Find

From wiki
Jump to navigation Jump to search
The printable version is no longer supported and may have rendering errors. Please update your browser bookmarks and please use the default browser print function instead.

Find things in a directory tree

find <directory> -type f -name '<spec>'
Find file in and below <directory> that match <spec>. Type f is for files, d for directory's, no type finds all.
find <directory> -xdev -name <spec>'
Limit the search to the current file-system, to not go into mounted filesystems.
find <directory> -type f -name '<spec>' -execdir <command> {} \;
For each file found execute <command> in the directory containing the file. {} represents the found file. NOTE!! Do not forget the \; at the end.
-exec works too but is less secure as mistakes main lead to execution in an unexpected place.
find <directory> -type f -name '<spec>' -mtime 1
Find files modified 1 day ago (between 24 and 48 hours).
Negative numbers find all files modified max 1 day ago.
Positive numbers (explicitly signed with +) find all files at modified at least 1 day ago.
-mmin counts minutes instead of days.
find <directory> -type f -name '<spec>' -printf '%T@ %p\n'
Print the files modification times in epoch (seconds since Jan 1, 1970) and the filename. Can be used e.g. to find the last files modified (with sort -n and tail)
find <dir> -printf '%s %p\n'| sort -nr | head -10
Find the top 10 largest files under a directory
find <dir> -type f -mtime +30 -ls|awk 'BEGIN {} {totsize+=$7} END { print totsize/1000000}'
Find the total size of all files older than 30 days.
find <dir> -type f -inum <inode number> -delete
Find file by inode number and delete it. This can be used to removed files with weird names. This does not delete the inode, if files have more hardlinks all must be deleted.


TASK STATEMENT: Wherever the string "Reduce" turns up in the data, copy the whole line.

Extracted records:
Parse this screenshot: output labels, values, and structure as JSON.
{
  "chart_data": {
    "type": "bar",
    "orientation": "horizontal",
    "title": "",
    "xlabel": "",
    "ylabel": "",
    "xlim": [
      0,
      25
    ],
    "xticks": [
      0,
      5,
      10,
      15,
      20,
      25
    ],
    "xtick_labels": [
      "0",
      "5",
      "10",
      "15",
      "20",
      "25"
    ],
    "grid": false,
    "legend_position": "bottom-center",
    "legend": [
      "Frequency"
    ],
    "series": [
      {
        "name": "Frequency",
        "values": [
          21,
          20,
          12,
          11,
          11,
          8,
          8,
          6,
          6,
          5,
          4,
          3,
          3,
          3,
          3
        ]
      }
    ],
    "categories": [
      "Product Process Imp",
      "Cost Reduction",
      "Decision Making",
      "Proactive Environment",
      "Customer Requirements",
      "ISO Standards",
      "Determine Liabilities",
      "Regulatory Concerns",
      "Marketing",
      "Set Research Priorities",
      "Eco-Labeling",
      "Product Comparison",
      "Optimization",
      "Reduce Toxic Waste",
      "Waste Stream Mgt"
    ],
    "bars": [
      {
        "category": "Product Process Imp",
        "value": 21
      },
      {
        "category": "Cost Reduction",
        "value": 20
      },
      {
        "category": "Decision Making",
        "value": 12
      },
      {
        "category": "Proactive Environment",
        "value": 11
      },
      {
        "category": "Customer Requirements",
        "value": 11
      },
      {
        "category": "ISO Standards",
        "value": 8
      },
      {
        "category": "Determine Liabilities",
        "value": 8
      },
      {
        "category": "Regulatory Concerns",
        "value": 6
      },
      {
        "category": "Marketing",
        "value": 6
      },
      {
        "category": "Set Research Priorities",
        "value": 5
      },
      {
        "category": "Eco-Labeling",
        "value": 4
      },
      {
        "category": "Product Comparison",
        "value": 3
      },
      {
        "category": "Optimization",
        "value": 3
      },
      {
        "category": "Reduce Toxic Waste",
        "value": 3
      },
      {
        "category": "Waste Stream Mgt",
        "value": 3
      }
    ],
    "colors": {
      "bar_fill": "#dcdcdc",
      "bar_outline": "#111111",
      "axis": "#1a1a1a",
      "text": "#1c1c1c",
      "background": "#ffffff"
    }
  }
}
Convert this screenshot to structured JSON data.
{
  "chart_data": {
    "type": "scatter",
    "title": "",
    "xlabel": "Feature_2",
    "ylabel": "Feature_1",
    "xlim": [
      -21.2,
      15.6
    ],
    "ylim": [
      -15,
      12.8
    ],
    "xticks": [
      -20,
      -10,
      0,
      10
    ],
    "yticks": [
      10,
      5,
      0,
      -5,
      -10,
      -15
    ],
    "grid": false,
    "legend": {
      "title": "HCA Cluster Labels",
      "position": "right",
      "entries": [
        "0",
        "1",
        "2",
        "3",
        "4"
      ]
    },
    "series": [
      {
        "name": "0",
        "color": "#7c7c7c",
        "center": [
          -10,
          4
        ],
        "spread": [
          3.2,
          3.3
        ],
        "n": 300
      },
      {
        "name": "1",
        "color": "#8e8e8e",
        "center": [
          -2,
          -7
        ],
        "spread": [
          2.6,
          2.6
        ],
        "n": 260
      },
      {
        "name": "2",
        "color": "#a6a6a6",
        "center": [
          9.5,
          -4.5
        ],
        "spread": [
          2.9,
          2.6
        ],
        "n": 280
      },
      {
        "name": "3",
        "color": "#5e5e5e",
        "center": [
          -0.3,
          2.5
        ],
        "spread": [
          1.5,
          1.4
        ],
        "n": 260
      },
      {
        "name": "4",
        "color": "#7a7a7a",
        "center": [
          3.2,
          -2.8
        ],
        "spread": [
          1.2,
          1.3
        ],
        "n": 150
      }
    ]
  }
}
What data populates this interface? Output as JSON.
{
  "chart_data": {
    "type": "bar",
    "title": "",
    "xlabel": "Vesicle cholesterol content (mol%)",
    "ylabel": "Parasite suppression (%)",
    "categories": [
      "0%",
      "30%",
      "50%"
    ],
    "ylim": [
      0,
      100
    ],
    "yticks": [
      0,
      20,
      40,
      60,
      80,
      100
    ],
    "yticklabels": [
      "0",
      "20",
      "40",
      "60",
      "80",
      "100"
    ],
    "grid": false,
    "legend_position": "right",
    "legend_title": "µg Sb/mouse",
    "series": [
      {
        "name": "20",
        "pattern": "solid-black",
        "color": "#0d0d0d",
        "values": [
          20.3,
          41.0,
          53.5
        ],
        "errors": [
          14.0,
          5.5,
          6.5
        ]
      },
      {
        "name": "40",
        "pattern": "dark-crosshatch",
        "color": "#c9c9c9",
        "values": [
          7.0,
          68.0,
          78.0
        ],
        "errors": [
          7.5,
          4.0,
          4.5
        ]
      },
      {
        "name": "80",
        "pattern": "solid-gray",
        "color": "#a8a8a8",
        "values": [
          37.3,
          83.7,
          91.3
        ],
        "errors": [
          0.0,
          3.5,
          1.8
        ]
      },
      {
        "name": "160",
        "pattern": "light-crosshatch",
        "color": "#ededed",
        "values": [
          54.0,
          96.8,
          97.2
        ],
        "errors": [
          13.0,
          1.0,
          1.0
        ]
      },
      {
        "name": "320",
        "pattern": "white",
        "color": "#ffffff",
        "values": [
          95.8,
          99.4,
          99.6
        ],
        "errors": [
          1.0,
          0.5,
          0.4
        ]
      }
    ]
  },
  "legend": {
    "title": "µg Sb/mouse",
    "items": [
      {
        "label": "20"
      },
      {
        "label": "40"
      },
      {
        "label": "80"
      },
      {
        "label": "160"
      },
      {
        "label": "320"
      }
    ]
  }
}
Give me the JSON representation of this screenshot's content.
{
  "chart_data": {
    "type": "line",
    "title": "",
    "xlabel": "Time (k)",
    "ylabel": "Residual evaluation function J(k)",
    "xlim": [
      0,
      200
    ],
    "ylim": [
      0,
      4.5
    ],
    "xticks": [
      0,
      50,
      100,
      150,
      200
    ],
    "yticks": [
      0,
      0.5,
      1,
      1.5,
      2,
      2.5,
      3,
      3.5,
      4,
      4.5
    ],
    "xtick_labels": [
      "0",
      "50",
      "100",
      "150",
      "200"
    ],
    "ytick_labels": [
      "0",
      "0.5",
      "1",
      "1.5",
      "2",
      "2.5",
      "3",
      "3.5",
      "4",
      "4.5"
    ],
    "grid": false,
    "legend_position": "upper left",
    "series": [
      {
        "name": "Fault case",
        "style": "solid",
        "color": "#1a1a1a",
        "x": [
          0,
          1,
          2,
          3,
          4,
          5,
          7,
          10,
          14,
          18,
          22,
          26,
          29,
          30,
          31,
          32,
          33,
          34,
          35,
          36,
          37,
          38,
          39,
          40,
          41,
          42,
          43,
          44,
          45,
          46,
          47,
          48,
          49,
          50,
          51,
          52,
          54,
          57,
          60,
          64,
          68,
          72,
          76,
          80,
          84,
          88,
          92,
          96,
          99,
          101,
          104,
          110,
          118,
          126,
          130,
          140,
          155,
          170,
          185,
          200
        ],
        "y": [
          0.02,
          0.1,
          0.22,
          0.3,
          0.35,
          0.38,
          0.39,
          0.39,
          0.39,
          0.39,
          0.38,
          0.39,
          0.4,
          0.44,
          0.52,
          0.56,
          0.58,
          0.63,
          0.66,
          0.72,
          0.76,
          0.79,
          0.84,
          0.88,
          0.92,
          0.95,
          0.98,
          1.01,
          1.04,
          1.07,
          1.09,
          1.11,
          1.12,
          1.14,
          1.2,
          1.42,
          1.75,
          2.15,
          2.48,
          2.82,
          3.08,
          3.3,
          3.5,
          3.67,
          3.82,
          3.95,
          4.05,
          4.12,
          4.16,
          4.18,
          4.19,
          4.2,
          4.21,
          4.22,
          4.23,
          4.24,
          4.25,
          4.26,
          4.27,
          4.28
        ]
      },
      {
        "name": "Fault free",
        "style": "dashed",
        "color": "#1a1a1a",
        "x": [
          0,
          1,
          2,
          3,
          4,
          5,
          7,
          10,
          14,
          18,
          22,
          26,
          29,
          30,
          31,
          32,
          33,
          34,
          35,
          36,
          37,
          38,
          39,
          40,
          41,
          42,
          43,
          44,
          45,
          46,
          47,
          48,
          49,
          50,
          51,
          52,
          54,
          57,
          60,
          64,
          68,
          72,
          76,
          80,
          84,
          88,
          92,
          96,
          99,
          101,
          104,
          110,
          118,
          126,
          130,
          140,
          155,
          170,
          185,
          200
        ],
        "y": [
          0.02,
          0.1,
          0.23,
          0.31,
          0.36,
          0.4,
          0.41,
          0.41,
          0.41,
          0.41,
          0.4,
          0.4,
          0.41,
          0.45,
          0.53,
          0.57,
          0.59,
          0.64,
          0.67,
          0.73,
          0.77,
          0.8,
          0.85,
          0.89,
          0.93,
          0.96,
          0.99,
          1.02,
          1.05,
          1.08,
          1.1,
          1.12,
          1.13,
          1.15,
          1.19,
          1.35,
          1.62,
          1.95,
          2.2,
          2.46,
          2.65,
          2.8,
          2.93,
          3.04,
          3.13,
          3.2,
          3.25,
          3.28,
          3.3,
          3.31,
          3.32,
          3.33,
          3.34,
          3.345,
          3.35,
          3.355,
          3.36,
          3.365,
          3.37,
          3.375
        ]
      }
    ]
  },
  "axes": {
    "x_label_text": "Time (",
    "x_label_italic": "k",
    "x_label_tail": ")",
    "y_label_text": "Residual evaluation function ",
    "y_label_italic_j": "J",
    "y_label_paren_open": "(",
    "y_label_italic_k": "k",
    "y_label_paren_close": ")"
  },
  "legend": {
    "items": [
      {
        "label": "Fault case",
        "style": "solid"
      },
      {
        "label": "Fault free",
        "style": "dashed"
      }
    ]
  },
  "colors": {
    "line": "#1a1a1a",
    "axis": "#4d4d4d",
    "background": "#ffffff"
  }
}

TASK ANSWER:
      "Reduce Toxic Waste",
        "category": "Reduce Toxic Waste",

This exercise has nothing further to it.